The persistence of tokens in certain redirect mechanisms creates additional exploitation opportunities. Google's redirect system, for instance, requires a valid token - but these tokens remain active for extended periods and aren't tied to specific sessions or IP addresses. Once an attacker obtains a working token through legitimate means, they can reuse it across thousands of phishing emails.
User awareness training becomes less effective against redirect attacks because the initial indicators users are taught to check appear legitimate. The domain is correct, the SSL certificate is valid, and the company branding looks authentic - because the first hop actually goes to the real company's servers. By the time the redirect occurs, many users have already mentally committed to trusting the interaction.
Attackers particularly favor logout endpoints and advertising trackers for their redirect campaigns. These functions are designed to send users elsewhere and often have minimal validation. A logout redirect might be intended to return users to a homepage after signing out, but without proper restrictions, it becomes a perfect vehicle for phishing attacks that bypass both technical controls and human skepticism.
The 34% Statistic: What This Means for Your Organization's Risk
The January 2026 peak of 32% redirect-based phishing represents more than a statistical anomaly - it signals a fundamental shift in attacker economics. When nearly one in three phishing attempts leverages redirect mechanisms, your organization faces a breach probability calculation that traditional risk models fail to capture.
Key Insight: The January 2026 peak of 32% redirect-based phishing represents more than a statistical anomaly - it signals a fundamental shift in attacker economics.
Consider the mathematics of exposure. If your employees receive an average of 14 phishing emails monthly (per industry benchmarks), approximately 4-5 now contain redirect-based attacks. These aren't your typical suspicious messages from unknown domains - they arrive bearing the trusted names of Google, Microsoft, or Bing.
The 21% quarterly average documented in Q1 2026 translates directly to credential compromise rates. Security awareness training typically achieves a 70% success rate against conventional phishing. But redirect-based attacks exploit a cognitive vulnerability: when employees see google.com in a URL, their trained skepticism evaporates. Internal testing shows click-through rates on redirect phishing hover between 12-18%, compared to 3-5% for traditional phishing domains.

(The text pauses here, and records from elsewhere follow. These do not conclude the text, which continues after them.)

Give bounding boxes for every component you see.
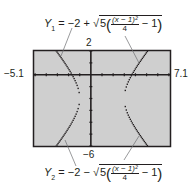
calculator-screen	[34, 51, 171, 147]
graph-canvas	[0, 0, 194, 191]
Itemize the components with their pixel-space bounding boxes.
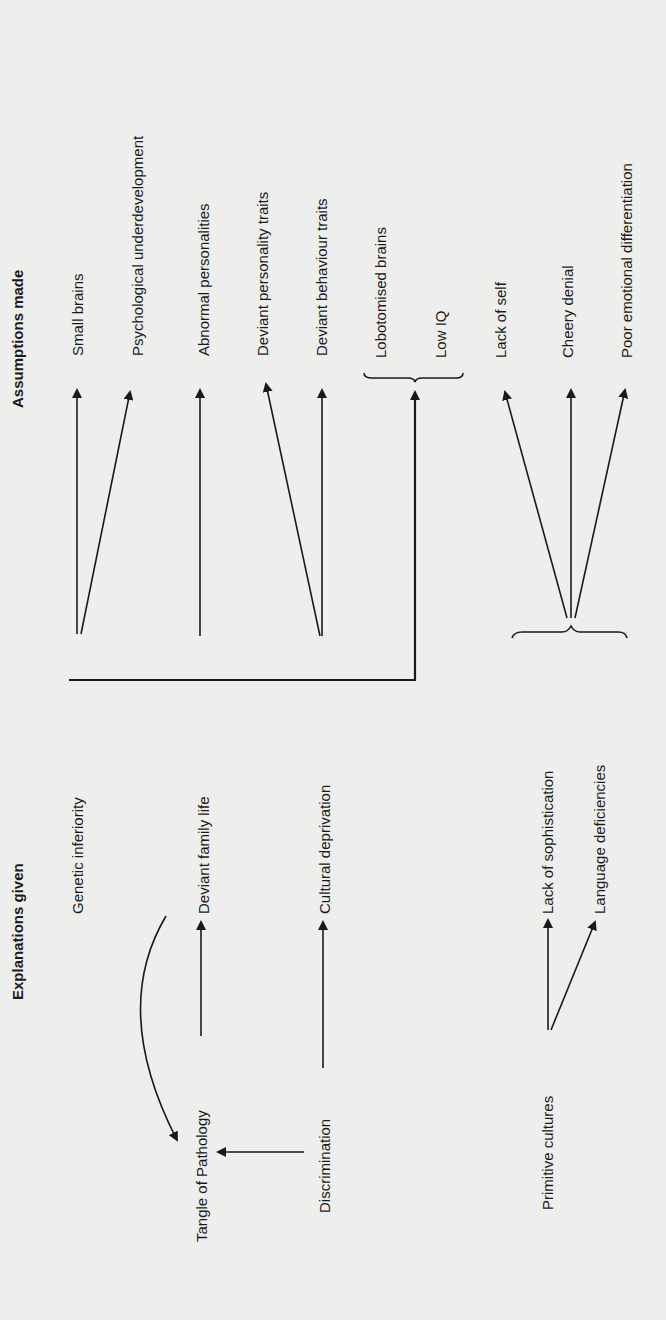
assumption-lobotomised-brains: Lobotomised brains xyxy=(372,227,389,358)
diagram-canvas: Explanations given Assumptions made Smal… xyxy=(0,0,666,1320)
explanation-tangle-of-pathology: Tangle of Pathology xyxy=(193,1110,210,1242)
assumption-cheery-denial: Cheery denial xyxy=(559,265,576,358)
explanation-language-deficiencies: Language deficiencies xyxy=(591,765,608,914)
explanation-genetic-inferiority: Genetic inferiority xyxy=(69,797,86,914)
brace-low-iq xyxy=(364,373,463,382)
assumption-lack-of-self: Lack of self xyxy=(492,281,509,358)
assumption-poor-emotional-differentiation: Poor emotional differentiation xyxy=(618,163,635,358)
arrow-primitive-to-language-deficiencies xyxy=(551,922,595,1030)
assumption-psychological-underdevelopment: Psychological underdevelopment xyxy=(129,135,146,356)
explanation-discrimination: Discrimination xyxy=(316,1119,333,1213)
explanation-primitive-cultures: Primitive cultures xyxy=(539,1096,556,1210)
assumption-low-iq: Low IQ xyxy=(432,310,449,358)
explanation-cultural-deprivation: Cultural deprivation xyxy=(316,785,333,914)
header-assumptions: Assumptions made xyxy=(9,270,26,408)
arrow-to-deviant-personality-traits xyxy=(266,384,320,636)
explanations-assumptions-diagram: Explanations given Assumptions made Smal… xyxy=(0,0,666,1320)
assumption-abnormal-personalities: Abnormal personalities xyxy=(195,203,212,356)
brace-primitive-cultures xyxy=(512,626,627,638)
arrow-curved-to-tangle xyxy=(141,916,177,1140)
explanation-lack-of-sophistication: Lack of sophistication xyxy=(539,771,556,914)
arrow-to-lack-of-self xyxy=(505,392,567,618)
arrow-to-poor-emotional-differentiation xyxy=(575,390,625,618)
header-explanations: Explanations given xyxy=(9,863,26,1000)
assumption-deviant-personality-traits: Deviant personality traits xyxy=(254,192,271,356)
assumption-small-brains: Small brains xyxy=(69,273,86,356)
explanation-deviant-family-life: Deviant family life xyxy=(195,796,212,914)
arrow-to-psychological-underdevelopment xyxy=(81,392,130,634)
assumption-deviant-behaviour-traits: Deviant behaviour traits xyxy=(313,198,330,356)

This prevalence pattern - declining from 32% to 16.5% across the quarter - doesn't indicate reduced threat levels. Instead, it reflects seasonal targeting cycles. January's spike coincides with new employee onboarding, tax preparation, and annual security training gaps. Your highest risk window aligns precisely with organizational transitions.

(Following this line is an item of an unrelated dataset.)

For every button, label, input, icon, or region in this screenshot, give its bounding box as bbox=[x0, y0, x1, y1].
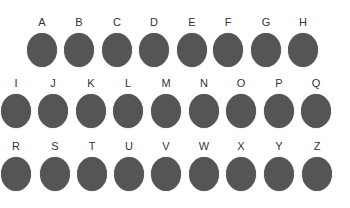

The financial implications compound exponentially. A single compromised credential through redirect phishing enables lateral movement across cloud services sharing authentication. One clicked link becomes access to Microsoft 365, Google Workspace, and connected SaaS platforms. The average enterprise uses 110 SaaS applications - each a potential pivot point from that initial redirect.
Key Insight: A single compromised credential through redirect phishing enables lateral movement across cloud services sharing authentication.
Resource allocation decisions become stark when examining detection costs. Traditional phishing filters scan for malicious domains and suspicious content. Redirect attacks bypass both layers by leveraging legitimate infrastructure. Your security team must now monitor not just incoming threats, but also how trusted platforms might be weaponized against you.
The tracking and advertising system redirects identified in the analysis present particular challenges. These mechanisms process millions of legitimate redirects daily, making malicious activity nearly impossible to distinguish without behavioral analysis. Your SOC team faces a signal-to-noise ratio that renders manual review impractical.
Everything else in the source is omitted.